WORK REQUEST
What you output must match, exactly, the lines from the start of the records to the line containing "Task: Click on the PLAY NOW", both ends kept and pictures excluded.

[Start of Attachment]

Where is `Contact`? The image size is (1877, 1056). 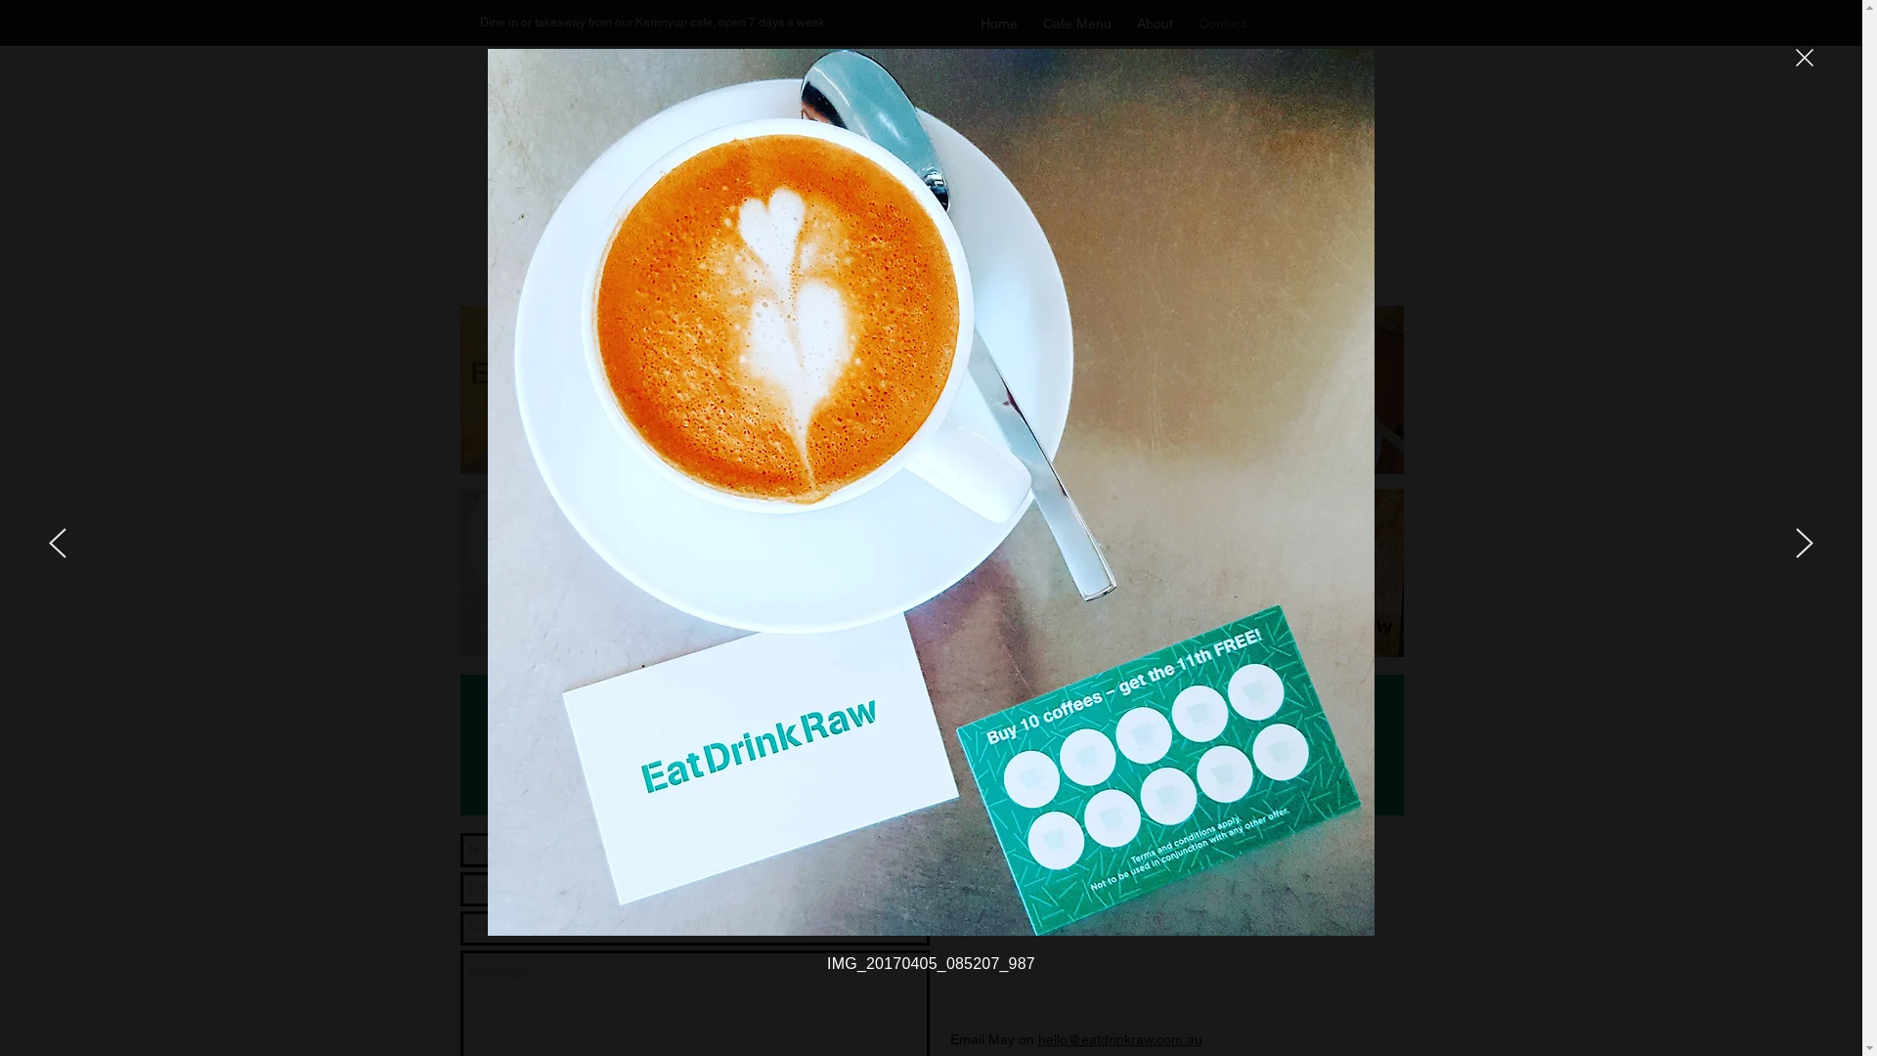
Contact is located at coordinates (1222, 23).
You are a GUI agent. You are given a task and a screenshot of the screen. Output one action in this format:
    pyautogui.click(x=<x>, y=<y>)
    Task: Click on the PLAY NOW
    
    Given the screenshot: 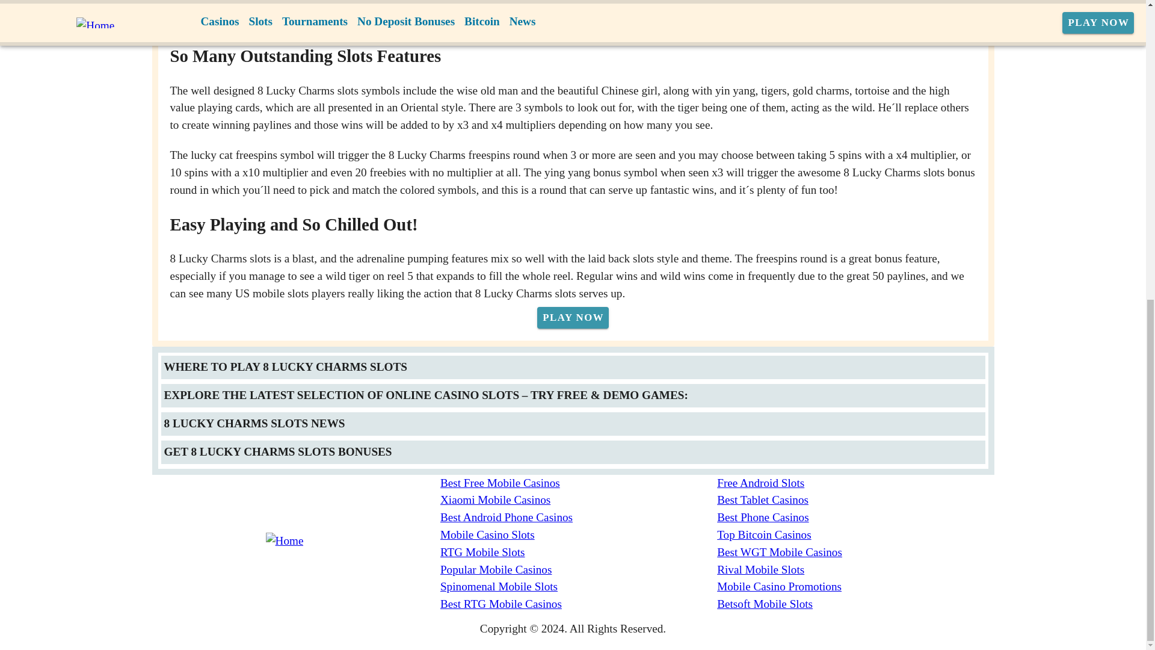 What is the action you would take?
    pyautogui.click(x=243, y=26)
    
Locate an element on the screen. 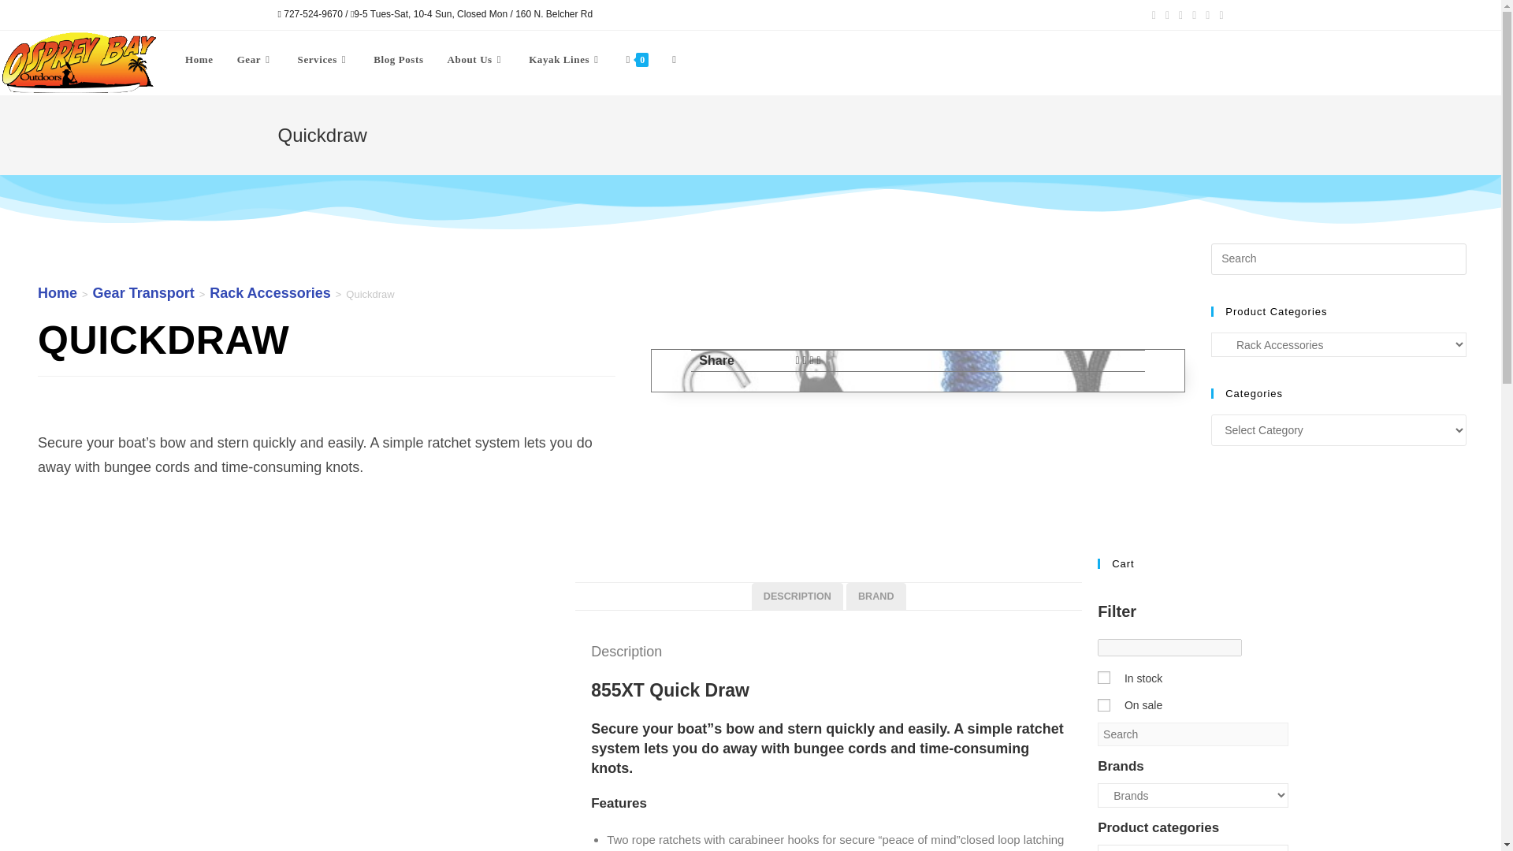 Image resolution: width=1513 pixels, height=851 pixels. About Us is located at coordinates (476, 60).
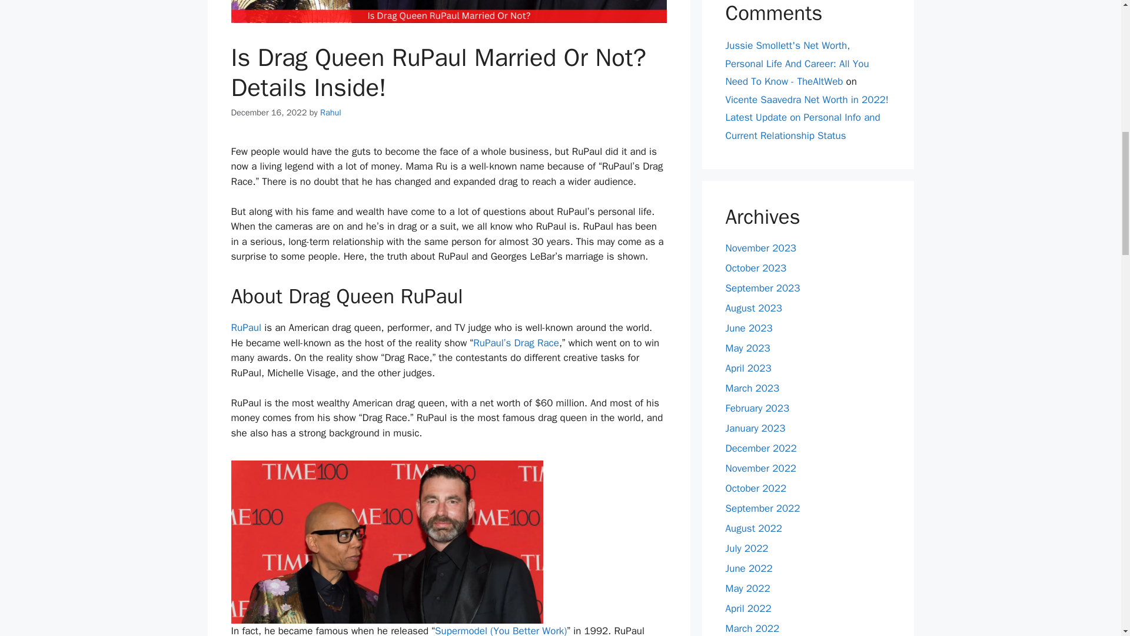 The width and height of the screenshot is (1130, 636). Describe the element at coordinates (761, 468) in the screenshot. I see `November 2022` at that location.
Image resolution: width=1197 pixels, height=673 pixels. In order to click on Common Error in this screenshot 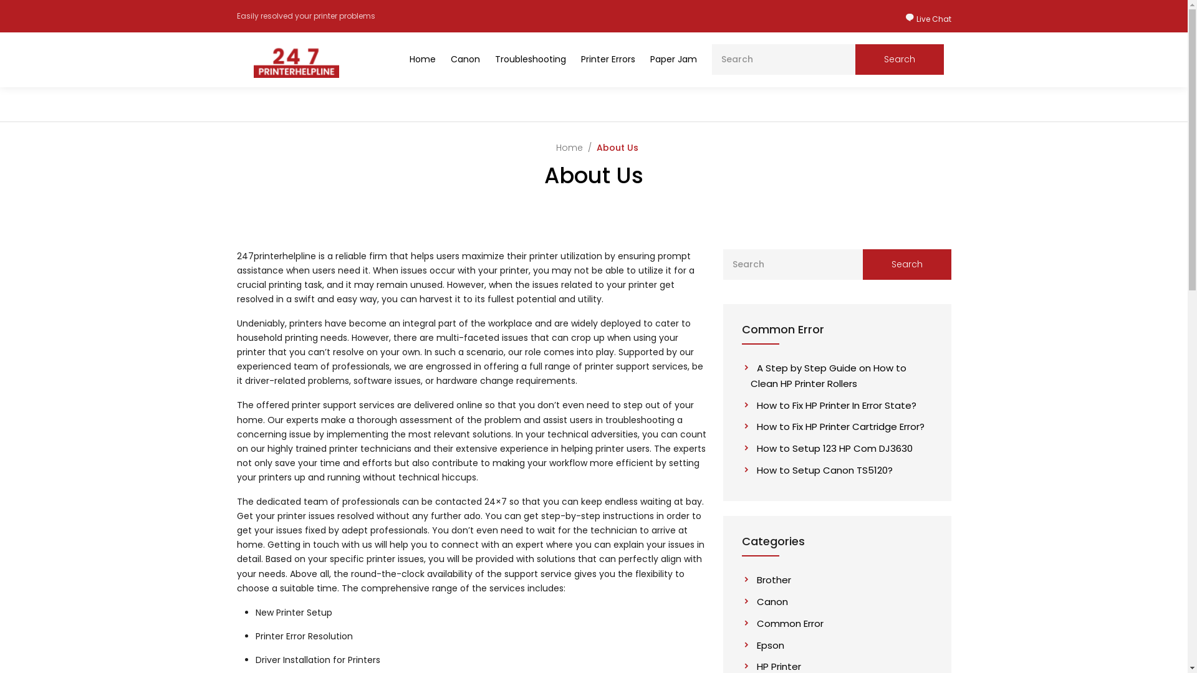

[End of Attachment]

OUTPUT
Where is `Contact`? The image size is (1877, 1056). 
Contact is located at coordinates (1222, 23).
You are a GUI agent. You are given a task and a screenshot of the screen. Output one action in this format:
    pyautogui.click(x=<x>, y=<y>)
    Task: Click on the PLAY NOW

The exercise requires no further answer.